Wood Fire Recipes

Clay Bodies


Sandy Stoneware:

40 – EPK
28 – Goldart
16 – Custer
12 – Silica (fine)
4 – Sand (coarse)

100# total dry weight

Sam Chumley

Sam Chumley

Notes: This stoneware is very strong while throwing and altering. The sand gives it a rough texture while throwing and trimming. Surface compression pushes the sand particles back down into the clay, or soft sponging can expose the sand and enhance the texture. Exposed sand fluxes leaving cratered pits in the fired surface yielding a localized metallic sheen. This body also flashes very well with a rich range of orange and toasty browns. – Notes from Sam Chumley

 


 

Levin Porcelain:

55 – Tile 6 Kaolin
2 – Bentonite
2 – Redart
30 – Custer Feldspar
20 – Silica

109# total dry material

Sam Chumley

Sam Chumley

Notes: This porcelain is very glassy in the wood kiln and has a strong tendency to carbon trap and grow crystals in the glassy surface. The small addition of redart gives the body a pink tone in its raw form, but aids in flashing quality in the wood kiln. Flashing colors range from heavy orange-pink blushes to to deeper orange-brownish tones. When this body carbon traps it appears to be a very glossy blue-gray with colorful surface crystals. Glassier sections of this body have a lot of visual depth. Higher areas in the wood kiln tend to yield the orange-brownish tones with less impressive surface.

 


 

Crunchy Porcelain:

60 – Tile 6
11 – OM#4
12 – Minspar
12 – Neph Sye
5 – Sand (coarse)

100# total dry weight

Notes: This is a soft porcelain excellent for throwing and altering forms. The coarse sand in the mixture lends throwing stability and green strength for altering. Tile 6 Kaolin lends rich browns with rusty orange to dark yellow flashing in the wood kiln.
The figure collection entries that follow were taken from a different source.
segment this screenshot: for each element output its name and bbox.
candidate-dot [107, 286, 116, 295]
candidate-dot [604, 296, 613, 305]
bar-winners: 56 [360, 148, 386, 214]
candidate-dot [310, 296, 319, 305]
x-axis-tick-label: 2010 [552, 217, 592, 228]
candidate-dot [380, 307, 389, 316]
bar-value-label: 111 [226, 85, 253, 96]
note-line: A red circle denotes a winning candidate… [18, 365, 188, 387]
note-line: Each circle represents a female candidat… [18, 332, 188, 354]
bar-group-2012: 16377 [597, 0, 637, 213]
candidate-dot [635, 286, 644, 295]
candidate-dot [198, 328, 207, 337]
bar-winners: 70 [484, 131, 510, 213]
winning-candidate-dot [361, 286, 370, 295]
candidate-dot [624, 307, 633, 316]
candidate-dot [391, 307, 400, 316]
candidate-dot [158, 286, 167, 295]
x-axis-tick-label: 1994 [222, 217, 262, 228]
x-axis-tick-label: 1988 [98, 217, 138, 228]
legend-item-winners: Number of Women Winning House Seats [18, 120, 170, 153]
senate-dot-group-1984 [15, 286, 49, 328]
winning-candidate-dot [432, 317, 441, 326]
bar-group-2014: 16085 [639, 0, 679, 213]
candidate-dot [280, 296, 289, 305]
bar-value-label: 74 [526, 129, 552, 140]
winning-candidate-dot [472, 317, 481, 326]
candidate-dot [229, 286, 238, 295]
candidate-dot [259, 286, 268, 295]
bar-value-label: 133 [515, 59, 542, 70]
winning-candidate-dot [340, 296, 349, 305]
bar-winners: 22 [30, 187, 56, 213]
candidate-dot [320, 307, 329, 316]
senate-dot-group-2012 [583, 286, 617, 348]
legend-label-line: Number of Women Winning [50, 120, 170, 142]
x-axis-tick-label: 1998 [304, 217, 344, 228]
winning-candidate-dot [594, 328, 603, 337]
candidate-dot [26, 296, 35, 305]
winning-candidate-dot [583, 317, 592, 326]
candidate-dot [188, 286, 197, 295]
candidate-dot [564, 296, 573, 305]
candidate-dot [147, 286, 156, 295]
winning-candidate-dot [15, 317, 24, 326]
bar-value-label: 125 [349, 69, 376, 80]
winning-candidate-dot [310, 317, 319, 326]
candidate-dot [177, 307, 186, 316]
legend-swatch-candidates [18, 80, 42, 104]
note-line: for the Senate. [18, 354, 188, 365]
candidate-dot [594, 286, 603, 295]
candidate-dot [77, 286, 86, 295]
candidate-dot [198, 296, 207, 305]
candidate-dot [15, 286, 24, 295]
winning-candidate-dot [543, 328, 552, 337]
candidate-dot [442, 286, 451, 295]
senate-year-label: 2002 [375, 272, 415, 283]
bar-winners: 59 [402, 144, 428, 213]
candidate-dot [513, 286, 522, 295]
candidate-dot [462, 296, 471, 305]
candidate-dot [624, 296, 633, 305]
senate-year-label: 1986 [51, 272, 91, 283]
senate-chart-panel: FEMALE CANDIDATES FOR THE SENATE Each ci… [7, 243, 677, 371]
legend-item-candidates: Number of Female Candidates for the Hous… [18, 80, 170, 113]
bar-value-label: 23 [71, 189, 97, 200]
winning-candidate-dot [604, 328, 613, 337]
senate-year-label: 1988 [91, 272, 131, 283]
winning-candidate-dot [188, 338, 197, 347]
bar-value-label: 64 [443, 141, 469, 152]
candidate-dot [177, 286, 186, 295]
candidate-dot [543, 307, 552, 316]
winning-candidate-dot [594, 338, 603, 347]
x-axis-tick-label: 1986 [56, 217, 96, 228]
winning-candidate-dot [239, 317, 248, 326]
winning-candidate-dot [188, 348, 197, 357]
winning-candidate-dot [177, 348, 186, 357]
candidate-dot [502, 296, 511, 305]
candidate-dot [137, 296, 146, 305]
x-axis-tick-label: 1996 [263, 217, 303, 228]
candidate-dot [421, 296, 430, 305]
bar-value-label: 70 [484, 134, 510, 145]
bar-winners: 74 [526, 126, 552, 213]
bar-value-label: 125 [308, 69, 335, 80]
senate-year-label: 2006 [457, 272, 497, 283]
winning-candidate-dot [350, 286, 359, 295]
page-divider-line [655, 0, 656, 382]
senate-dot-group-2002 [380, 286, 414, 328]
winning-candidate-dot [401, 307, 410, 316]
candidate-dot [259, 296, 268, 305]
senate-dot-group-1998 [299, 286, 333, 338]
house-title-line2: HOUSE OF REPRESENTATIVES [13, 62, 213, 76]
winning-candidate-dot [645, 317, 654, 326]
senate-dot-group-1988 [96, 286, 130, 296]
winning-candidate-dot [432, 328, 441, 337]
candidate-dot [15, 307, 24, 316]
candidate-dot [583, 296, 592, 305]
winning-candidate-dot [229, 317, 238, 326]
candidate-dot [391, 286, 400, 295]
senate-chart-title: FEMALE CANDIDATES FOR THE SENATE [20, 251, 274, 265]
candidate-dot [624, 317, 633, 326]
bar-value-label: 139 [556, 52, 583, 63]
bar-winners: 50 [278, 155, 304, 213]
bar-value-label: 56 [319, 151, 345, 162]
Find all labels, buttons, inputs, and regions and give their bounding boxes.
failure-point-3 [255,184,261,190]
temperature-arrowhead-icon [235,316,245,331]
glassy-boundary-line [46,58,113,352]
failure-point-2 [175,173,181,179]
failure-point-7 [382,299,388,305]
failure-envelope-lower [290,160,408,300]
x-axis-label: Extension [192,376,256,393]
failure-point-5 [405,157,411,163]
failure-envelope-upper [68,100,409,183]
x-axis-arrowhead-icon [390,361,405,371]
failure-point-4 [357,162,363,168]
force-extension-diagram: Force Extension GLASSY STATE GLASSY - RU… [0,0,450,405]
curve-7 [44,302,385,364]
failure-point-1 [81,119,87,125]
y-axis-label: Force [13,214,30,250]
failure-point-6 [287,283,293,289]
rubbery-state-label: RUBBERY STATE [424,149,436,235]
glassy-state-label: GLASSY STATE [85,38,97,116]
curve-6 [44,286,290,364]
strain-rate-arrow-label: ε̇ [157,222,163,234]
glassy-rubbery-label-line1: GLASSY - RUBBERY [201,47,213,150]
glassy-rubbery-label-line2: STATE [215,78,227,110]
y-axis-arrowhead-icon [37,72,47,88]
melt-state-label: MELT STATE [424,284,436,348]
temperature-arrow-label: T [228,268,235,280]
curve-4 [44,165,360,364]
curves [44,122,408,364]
The sand gives a crunchy texture to the fired body where it fluxes out of the surface leaving metallic white spots. *no photos yet* – Notes from Sam Chumley

 


 

Smooth White Stoneware:

40 – EPK
25 – OM#4
13 – Goldart
15 – Custer Feldspar
5 – Silica (fine)

98# total dry material

Sam Chumley

Sam Chumley

Notes: This body is very smooth and plastic with durable throwing strength. It throws, alters, and trims very well but it requires lots of compression due to the shrinkage rates of the kaolin and ball clay in the recipe. This body holds up well to long hot firings and requires the extended time at top temperature in the wood kiln to develop its subtle range of color changes. This body stays in the brown tones but when ash builds up blue and green coloration forms over top to create subtle color shifts. This clay body also varies in texture from satin matte to super high gloss with a range in between based on exposure to atmospheric conditions. – Notes from Sam Chumley

 


 

Crunchy Stoneware:

44 – Helmer Kaolin
28 – Goldart
16 – Custer Feldspar
12 – Silica

Add coarse sand to taste.
100# total dry material

Notes: This recipe is a variation of the sandy stoneware recipe; modified to be a slightly drier body with added kaolin. Sand can be an addition to this body to your preference rather than figured into the 100# batch as with the other recipe. The more sand that is added the grittier it will be to throw as well as the crunchier it will be after firing. *new recipe no photos yet*

 


Slips and Glazes


 

Sharkskin Shino:

7500g – Neph Sye
2500g – OM#4
600g – Soda Ash

10,600 gram total dry material

Notes: This is a very simple recipe for a shino, and it works quite well. Smooth clay bodies will render a smooth semi gloss surface and textured clays with sand or grog it will leave tiny pinholes or divots in the glaze. Also, the iron content of clay will effect fired color as well. Porcelains and white stonewares lend the pink-orange tones where darker stonewares yield deeper reddish-oranges. As with other shinos thicker applications will go creamy white. This is an all around good stable glaze. It has nice variation depending on application but with dependable results.

 


 

Tile 666 Slip:

2500g – Tile 6
1000g – OM#4
750g – Neph Sye
750g – Minspar

5,000 gram total dry material.

Sam Chumley

Sam Chumley

Notes: This slip can be applied in varying thicknesses to leather hard greenware. It yields rusty oranges, deep browns, and yellow flashing with a matte surface texture. It can crackle around seams so dry slowly. This slip can be applied thinner and dipped or it can be applied thick with a brush or hand. It might be possible to apply a thin coat sprayed onto bisqueware too, experimentation could yield nice results. Small additions of sand to the slip can create a nice pitted texture when heavily fluxed by ash it yields an orange peel texture that resembles salt fired surfaces. Also worthy of experimentation is minor additions of redart or other red clays for enhanced flashing color. The image provided is this thick slip, layered with the same slip applied over the texture with a small addition of redart.